Tuesday, May 31, 2011

Marking desperation

1st exam paper marked and already I've resorted to cheering myself up with a cake & coffee :-( Hopefully not the shape of things to come, but at least my marking scheme is objective and unequivocal!

Monday, April 04, 2011

Students Should Check Their Sense of Entitlement at the Door - Commentary - The Chronicle of Higher Education

Not shocking, not surprising, just disappointing: Students Should Check Their Sense of Entitlement at the Door - Commentary - The Chronicle of Higher Education:

The sad thing is, I'm not alone. Every college teacher I know is bemoaning the same kind of thing. Whether it's rude behavior, lack of intellectual rigor, or both, we are all struggling with the same frightening decline in student performance and academic standards at institutions of higher learning. A sense of entitlement now pervades the academy, excellence be damned.

Set to get worse in the UK as fees increase and the I'm paying for it attitute grows. Hold on to your hats...

Thursday, February 17, 2011

Bad semester for cheating :-(

Unlike last year (when the game was "sliding blocks puzzle") this year's Snake game in my Javascript module seemed to encourage lots of copy-off-the-web cheating :-( mainly because there's lots of crappy DOM0 downloadable examples out there - the students all got 0% because I mark their "mini viva" presentations but it's a depressing waste all the same.

One group was different: their game went beyond the module, using <canvas> and object-orientation, so I was really looking forward to discussing it with them! Sadly they disappointed me by not being able to explain the simplest decisions that the author of the code had made to make the game work and so they got 0% too. Academic misconduct hearing anyone? Sad end to the module...

Thursday, January 13, 2011

True story

An electronic engineering academic complained to an administrator today that the link to [a file I wanted] is broken ... upon investigation the administrator established that the academic thought that the text announcement on our VLE which contained the name of the file underlined was a broken link because it was underlined text that did nothing when clicked upon! Is that the most severe Pavlovian reaction ever or gross stupidity?

Monday, October 11, 2010

Plagiarism: It's not fair excuse doesn't work

The exact same excuse appeared in the papers last year IIRC ... let's hope it doesn't catch on ;-)

Wednesday, May 19, 2010

Assessment tasks shouldn't be Googleable

If your students can complete your assessment task and receive high grades by copying from Google or Wikipedia, the problem is not with the student but with the task.
Amen to that!

Monday, May 10, 2010

21st century academic

via MASHe:

more than a quarter (28.7%) said they deal with over 250 emails a week and those with 250 or more emails a week said they did just 0-5 hours of research a week, 5-15 hours of teaching, but 25 hours or more of administration

sad but true :-(

Until the academy recognises that a true academic (not an ersatz one who (a) isn't a Reader/Prof but (b) "focuses on research") has to balance all three legs (teaching, research and admin) instead of just playing lip-service, things will not change. You'll get promotion from research or admin, but teaching is the main income-generator and raison d'ĂȘtre of higher education!
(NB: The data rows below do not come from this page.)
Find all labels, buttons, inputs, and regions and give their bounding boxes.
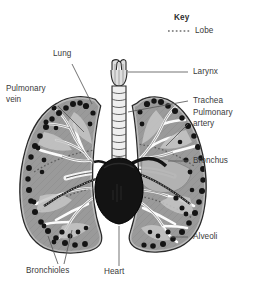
key-title: Key <box>174 13 189 22</box>
left-lung <box>15 92 110 260</box>
label-larynx: Larynx <box>193 67 218 78</box>
label-pulmonary-vein-line1: Pulmonary <box>6 84 46 95</box>
label-pulmonary-artery-line2: artery <box>193 119 214 130</box>
key-entry-lobe-label: Lobe <box>195 26 213 37</box>
label-heart: Heart <box>104 267 124 278</box>
label-alveoli: Alveoli <box>193 232 217 243</box>
label-lung: Lung <box>53 49 71 60</box>
label-pulmonary-artery-line1: Pulmonary <box>193 108 233 119</box>
label-bronchus: Bronchus <box>193 156 228 167</box>
respiratory-system-illustration <box>0 0 254 286</box>
diagram-canvas: Key Lobe Lung Pulmonary vein Bronchioles… <box>0 0 254 286</box>
larynx-shape <box>111 60 127 86</box>
label-bronchioles: Bronchioles <box>26 266 69 277</box>
label-trachea: Trachea <box>193 96 223 107</box>
label-pulmonary-vein-line2: vein <box>6 95 21 106</box>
Wednesday, December 23, 2009

What Harry Potter can tell us about teaching styles

Great post from Dot Physics summarising "teaching styles" from Harry Potter & the Order of the Phoenix — when I first read the book I thought Dolores Umbridge's comments were pretty horrifying but, sadly, close to what's said in HE circles about the UK's National Curriculum and what the government's obsession with targets forces schoolteachers to focus on …

Sadly we're not immune: Learn-by-rote-memory is an easy/lazy approach for the lecturer, Learn-by-suffering is an ego-trip for the sadist, and whilst Harry's apparent workshop approach is better it doesn't work for every subject/topic — sometimes knowledge/information/curriculum needs to be learnt and experienced that has no practical analogue.

Friday, December 11, 2009

Meeting verbiage

Thanks to Swans On Tea for this morning's moment of amusement:

On Thursday I accumulated the datum that the phrase I might work better wearing lederhosen, but we’re just not going to find that out instantly ends the meeting.

http://blogs.scienceforums.net/swansont/archives/4388

Don't you just love/hate (depending on side of fence) people who derail meetings with "amusing" absurd analogies, reductio ad absurdum arguments, etc., no matter how fallacious? In my experience the likelihood that someone will bring one of these up depends on the length of the meeting (long => more likely) or, of course, the ridiculousness of the subject from that person's p.o.v. ...

It's a useful tactic in one's arsenal (as a meeting attendee) and motivation for having short, focused meetings (chairs please take note! — academia is notoriously plagued by ouroboros-like sequences of long, pointless meetings that seem to exist for their own sake & no other purpose.)

Tuesday, December 08, 2009

IELTS not spell-checking own web

We were discussing the use of IELTS for PhD students so I was amused by the irony — stackeholders?!